Lesson(s) Learned From Bill Ackman's Fund Meltdown

Posted by jbrumley on April 5, 2018 5:24 PM

On Thursday, some not-entirely-surprising news surfaced. Hedge fund manager, once a star among the gain-seeking, risk-averse crowd, is on the defensive in a big way. His fund, Pershing Square, is seeing more and more cash-outs, as investors disappointed in his results simply want to take what's left of their money and do something else with it.

The specifics: Once a fund valued at a little more than $20 billion at its 2015 peak, Pershing Square's total assets under management has shrunk to a value of only $8.2 billion. Some of that is the result of investments that haven't panned out. A lot of it is the result of liquidations following this year's 8.6% loss for the fund, following only a 4% gain last year... a year in which it was difficult not to do well with stocks. Throw in 2016's 13.5% loss and 2015's 20.5% dip, it's not difficult to understand why yet-another poor start to the year has rattled investors. This isn't supposed to happen to hedge funds, which - theoretically anyway - hedge against this kind of adverse volatility.

It does happen though. Indeed, it happens to even the best of traders.

Actually, that's not entirely true. It doesn't happen to "the best of traders" because the "best of traders" don't let themselves fall into the trap Ackman fell into. In that it never hurts (and is usually cheaper) to learn from someone else's mistakes though, a reality check of what went wrong for Pershing Square might be a good exercise for anyone that's more than merely passive when it comes to stocks.

1. Failure to accept defeat

First and foremost (and anyone reading this likely knows it already), Pershing Square's chronic losses are almost entirely attributable to two trades. Those are, a short trade against Herbalife, and a long trade on Valeant. He ended up suffering a $3 billion loss on Valeant, riding shares from an entry price of around $154 per share to an exit price somewhere near $12... a decline that lasted about a year, and didn't unfurl all at once. Ackman's loss on Herbalife was about half a billion bucks, with the stock losing ground for the better part of the five years he held the short position.

Calling a spade a spade, his losses got in his head, and he convinced himself everything was going to be fine when it clearly wasn't.

In his defense, it's not an entirely shocking outcome. While most traders don't tout their losses - or even their positions - Ackman wasn't just financially committed, he was publicly committed. Pershing Square shareholders were, if nothing else, looking for confidence in him. He had to dish it out.

Nevertheless, the "it'll come back" justification has killed more trading careers than anyone cares to think about. "It" rarely comes back. Cutting losses early is crucial to your survival, and a disciplined stop-loss plan is the best way to make that happen.

2. Assumption that what worked in the past will work in the future

Bill Ackman isn't a dumb guy. He knows quite well how this game works. He bluntly said in an interview late last year that "It's hard to make a lot of money if you're doing what everyone else is doing." He just forgot his advice.

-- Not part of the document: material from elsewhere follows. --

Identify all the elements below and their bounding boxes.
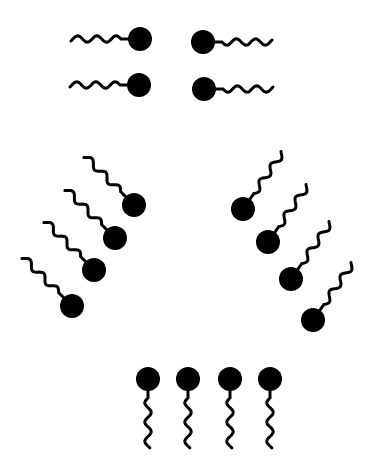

Several years ago - several - "activist" speculation wasn't a thing. It was relatively unusual, though not unheard of, for a hedge fund or activist to publicly shame a company as Ackman sought to shame Herbalife. When he first started doing it, it was rare, traders took notice and was able to push a stock lower.

Taking their cue from Ackman and a few others though, the war of words he relied on lost its potency, as investors heard them so often they became numb to them. The ploy stopped working because too many other activist investors, most of which were hedge funds as well, were doing the same.

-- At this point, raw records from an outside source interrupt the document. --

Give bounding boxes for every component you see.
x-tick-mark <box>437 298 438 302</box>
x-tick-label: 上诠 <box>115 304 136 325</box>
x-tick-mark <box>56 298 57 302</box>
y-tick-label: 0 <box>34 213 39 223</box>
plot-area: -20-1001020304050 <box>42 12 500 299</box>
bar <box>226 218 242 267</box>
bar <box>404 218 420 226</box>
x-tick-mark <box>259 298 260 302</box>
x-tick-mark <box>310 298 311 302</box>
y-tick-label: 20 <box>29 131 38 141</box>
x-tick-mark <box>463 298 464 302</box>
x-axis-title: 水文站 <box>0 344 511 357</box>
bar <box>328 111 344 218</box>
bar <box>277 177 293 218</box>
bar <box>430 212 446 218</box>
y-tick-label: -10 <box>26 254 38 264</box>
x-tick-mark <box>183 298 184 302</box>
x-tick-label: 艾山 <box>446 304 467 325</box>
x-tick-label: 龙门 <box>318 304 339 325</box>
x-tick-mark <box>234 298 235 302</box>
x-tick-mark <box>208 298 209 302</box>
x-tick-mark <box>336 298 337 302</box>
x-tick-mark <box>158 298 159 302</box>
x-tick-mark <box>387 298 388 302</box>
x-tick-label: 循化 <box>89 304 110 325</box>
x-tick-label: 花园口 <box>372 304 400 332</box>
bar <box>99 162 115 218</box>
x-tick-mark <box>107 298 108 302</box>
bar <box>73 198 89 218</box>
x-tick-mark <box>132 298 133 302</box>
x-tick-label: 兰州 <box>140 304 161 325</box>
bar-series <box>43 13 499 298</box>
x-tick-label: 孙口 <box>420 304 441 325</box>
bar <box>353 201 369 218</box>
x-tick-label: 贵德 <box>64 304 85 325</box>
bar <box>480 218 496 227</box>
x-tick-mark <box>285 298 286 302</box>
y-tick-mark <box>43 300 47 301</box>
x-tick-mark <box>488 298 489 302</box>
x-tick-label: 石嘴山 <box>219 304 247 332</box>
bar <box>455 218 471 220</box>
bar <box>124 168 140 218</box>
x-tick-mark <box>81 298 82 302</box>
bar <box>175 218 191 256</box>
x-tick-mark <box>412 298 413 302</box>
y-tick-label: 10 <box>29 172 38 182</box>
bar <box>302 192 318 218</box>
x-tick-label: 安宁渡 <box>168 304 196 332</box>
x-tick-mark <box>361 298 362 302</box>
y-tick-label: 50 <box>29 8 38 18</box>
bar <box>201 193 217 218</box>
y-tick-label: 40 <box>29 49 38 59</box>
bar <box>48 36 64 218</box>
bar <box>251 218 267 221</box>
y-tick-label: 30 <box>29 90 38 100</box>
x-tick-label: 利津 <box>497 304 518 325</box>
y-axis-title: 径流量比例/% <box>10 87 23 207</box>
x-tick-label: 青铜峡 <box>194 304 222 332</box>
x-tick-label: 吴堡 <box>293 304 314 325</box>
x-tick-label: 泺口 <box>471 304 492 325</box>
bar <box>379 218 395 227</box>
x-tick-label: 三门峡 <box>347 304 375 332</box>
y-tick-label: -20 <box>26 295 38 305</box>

That said, it wouldn't be unfair to also add to the mix how Herbalife wasn't exactly the easy target Ackman felt it would be. Sloppy trade selection stemming from a few too many other successes set the stage for the bad trade... a trade he likely wouldn't have made just a few years prior.

For traders, it's not just a tactic that may come and go in effectiveness. A public-participant market is always in flux, and the tools or indicators that worked at one time won't always work as well in the future.

3. Betting too big on one trade

Finally, it may be (painfully) cliche, but Ackman simply bet too big on too few bets. Herbalife, Valeant and Chipotle were all arguably too much of his portfolio, making them all-or-nothing positions... more or less.

Sure, if you want to win big you have to bet big. But you don't actually have to bet big to win big, particularly when you run the risk of losing big. More-but-smaller trades at least gives you a fighting chance of sidestepping trouble should trouble arise. It also gives you more buy/sell flexibility. Ackman once lamented that he couldn't buy or sell stakes in those companies because his positions in them were so large, he'd move the market.

By spreading things out a little bit, at the very least he could have made reasonable adjustment to adapt to the market. After all, three out of four stocks move in the same direction as the overall market does, regardless of that stock's underlying value.

Bottom Line

Though Bill Ackman may be down, he's not yet out. While some Pershing Square investors are fleeing, some are toughing it out, and many investors understand that hedge fund managers, like the market itself, are cyclical. He's got too much of a name to simply fade away now.

He's still human though, and prone to mistakes... just very costly mistakes that most traders can't envision. Better to learn from him than learn them for yourself.